My thoughts, though, turned to one actor's perspective of working with Ms. Phelps. See what Tina Sloan (Lillian, GL) had to say about her former boss and the revolutionary storyline they brought to television in 1992:
I was called into my producer’s office and asked if I wanted
to do a breast cancer storyline. This was the first time it was
done. Of course, my first question was, “Will I make it?" I
remember thinking that, in real life, I would ask that question if a doctor
told me I had breast cancer. But, in
real life, he could not say as my producer, Jill Farren Phelps, did, “Yes,
you will survive.” One of our producers, Kathy Chambers, had recently
died of breast cancer – far too young, in her early 30s – and we wanted to do
this to alert women to self-examination and mammograms.
As a nurse, Lillian was the character who would
do a self-exam, so my character came out from the shower one evening,
did a self-exam and discovered the lump.
Terrified, Lillian went to her doctor at the
hospital. She examined her and
said, “Yes, there is something there.”
She gave Lillian a mammogram; the first time ever on TV – we showed
women what it was like.
Read more from Tina, as well as GL's Jill Lorie Hurst (writer of the ground-breaking Otalia story), and many more of the actors, writers and producers who created the moments you voted best of all time in Soap Opera 451: A Time Capsule of Daytime Drama's Moments, available on Amazon and B&N.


Should any entry hold a picture, omit that picture and copy the rest of the entry exactly.

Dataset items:
══════════
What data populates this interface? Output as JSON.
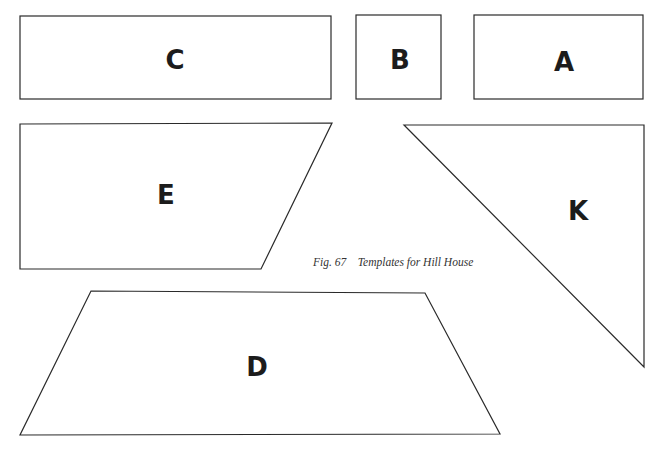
{
  "figure": {
    "caption": "Fig. 67    Templates for Hill House",
    "templates": [
      {
        "id": "C",
        "label": "C",
        "shape": "rectangle"
      },
      {
        "id": "B",
        "label": "B",
        "shape": "square"
      },
      {
        "id": "A",
        "label": "A",
        "shape": "rectangle"
      },
      {
        "id": "E",
        "label": "E",
        "shape": "right trapezoid"
      },
      {
        "id": "K",
        "label": "K",
        "shape": "right triangle"
      },
      {
        "id": "D",
        "label": "D",
        "shape": "trapezoid"
      }
    ]
  }
}
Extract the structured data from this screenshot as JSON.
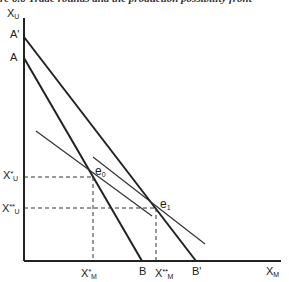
{
  "caption": "re 6.6   Trade rounds and the production possibility front",
  "diagram": {
    "axes": {
      "y_label": "X",
      "y_sub": "U",
      "x_label": "X",
      "x_sub": "M"
    },
    "points": {
      "A_prime": "A'",
      "A": "A",
      "B": "B",
      "B_prime": "B'",
      "e0": "e",
      "e0_sub": "0",
      "e1": "e",
      "e1_sub": "1"
    },
    "ticks": {
      "xu_star": "X",
      "xu_star_sub": "U",
      "xu_star_sup": "*",
      "xu_2star": "X",
      "xu_2star_sub": "U",
      "xu_2star_sup": "**",
      "xm_star": "X",
      "xm_star_sub": "M",
      "xm_star_sup": "*",
      "xm_2star": "X",
      "xm_2star_sub": "M",
      "xm_2star_sup": "**"
    },
    "colors": {
      "line": "#222222",
      "dashed": "#333333"
    }
  }
}
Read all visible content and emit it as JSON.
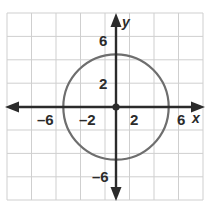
{
  "chart_data": {
    "type": "scatter",
    "title": "",
    "xlabel": "x",
    "ylabel": "y",
    "xlim": [
      -7.3,
      7.6
    ],
    "ylim": [
      -7.6,
      7.3
    ],
    "grid": true,
    "grid_step": 2,
    "legend": "none",
    "shapes": [
      {
        "kind": "circle",
        "center_x": 0,
        "center_y": 0,
        "radius": 4.4,
        "color": "#6e6e6e"
      },
      {
        "kind": "point",
        "x": 0,
        "y": 0,
        "color": "#2b2b2b",
        "label": "origin"
      }
    ],
    "x_ticks": [
      {
        "value": -6,
        "label": "–6"
      },
      {
        "value": -2,
        "label": "–2"
      },
      {
        "value": 2,
        "label": "2"
      },
      {
        "value": 6,
        "label": "6"
      }
    ],
    "y_ticks": [
      {
        "value": 6,
        "label": "6"
      },
      {
        "value": 2,
        "label": "2"
      },
      {
        "value": -6,
        "label": "–6"
      }
    ]
  },
  "axes": {
    "x_name": "x",
    "y_name": "y"
  },
  "labels": {
    "x_neg6": "–6",
    "x_neg2": "–2",
    "x_pos2": "2",
    "x_pos6": "6",
    "y_pos6": "6",
    "y_pos2": "2",
    "y_neg6": "–6"
  },
  "colors": {
    "grid": "#cfcfcf",
    "axis": "#2b2b2b",
    "curve": "#6e6e6e",
    "text": "#2b2b2b",
    "background": "#ffffff"
  }
}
══════════
## WRITTEN REPLY:
What data populates this interface? Output as JSON.
{
  "figure": {
    "caption": "Fig. 67    Templates for Hill House",
    "templates": [
      {
        "id": "C",
        "label": "C",
        "shape": "rectangle"
      },
      {
        "id": "B",
        "label": "B",
        "shape": "square"
      },
      {
        "id": "A",
        "label": "A",
        "shape": "rectangle"
      },
      {
        "id": "E",
        "label": "E",
        "shape": "right trapezoid"
      },
      {
        "id": "K",
        "label": "K",
        "shape": "right triangle"
      },
      {
        "id": "D",
        "label": "D",
        "shape": "trapezoid"
      }
    ]
  }
}
Extract the structured data from this screenshot as JSON.
{
  "caption": "re 6.6   Trade rounds and the production possibility front",
  "diagram": {
    "axes": {
      "y_label": "X",
      "y_sub": "U",
      "x_label": "X",
      "x_sub": "M"
    },
    "points": {
      "A_prime": "A'",
      "A": "A",
      "B": "B",
      "B_prime": "B'",
      "e0": "e",
      "e0_sub": "0",
      "e1": "e",
      "e1_sub": "1"
    },
    "ticks": {
      "xu_star": "X",
      "xu_star_sub": "U",
      "xu_star_sup": "*",
      "xu_2star": "X",
      "xu_2star_sub": "U",
      "xu_2star_sup": "**",
      "xm_star": "X",
      "xm_star_sub": "M",
      "xm_star_sup": "*",
      "xm_2star": "X",
      "xm_2star_sub": "M",
      "xm_2star_sup": "**"
    },
    "colors": {
      "line": "#222222",
      "dashed": "#333333"
    }
  }
}
Read all visible content and emit it as JSON.
{
  "chart_data": {
    "type": "scatter",
    "title": "",
    "xlabel": "x",
    "ylabel": "y",
    "xlim": [
      -7.3,
      7.6
    ],
    "ylim": [
      -7.6,
      7.3
    ],
    "grid": true,
    "grid_step": 2,
    "legend": "none",
    "shapes": [
      {
        "kind": "circle",
        "center_x": 0,
        "center_y": 0,
        "radius": 4.4,
        "color": "#6e6e6e"
      },
      {
        "kind": "point",
        "x": 0,
        "y": 0,
        "color": "#2b2b2b",
        "label": "origin"
      }
    ],
    "x_ticks": [
      {
        "value": -6,
        "label": "–6"
      },
      {
        "value": -2,
        "label": "–2"
      },
      {
        "value": 2,
        "label": "2"
      },
      {
        "value": 6,
        "label": "6"
      }
    ],
    "y_ticks": [
      {
        "value": 6,
        "label": "6"
      },
      {
        "value": 2,
        "label": "2"
      },
      {
        "value": -6,
        "label": "–6"
      }
    ]
  },
  "axes": {
    "x_name": "x",
    "y_name": "y"
  },
  "labels": {
    "x_neg6": "–6",
    "x_neg2": "–2",
    "x_pos2": "2",
    "x_pos6": "6",
    "y_pos6": "6",
    "y_pos2": "2",
    "y_neg6": "–6"
  },
  "colors": {
    "grid": "#cfcfcf",
    "axis": "#2b2b2b",
    "curve": "#6e6e6e",
    "text": "#2b2b2b",
    "background": "#ffffff"
  }
}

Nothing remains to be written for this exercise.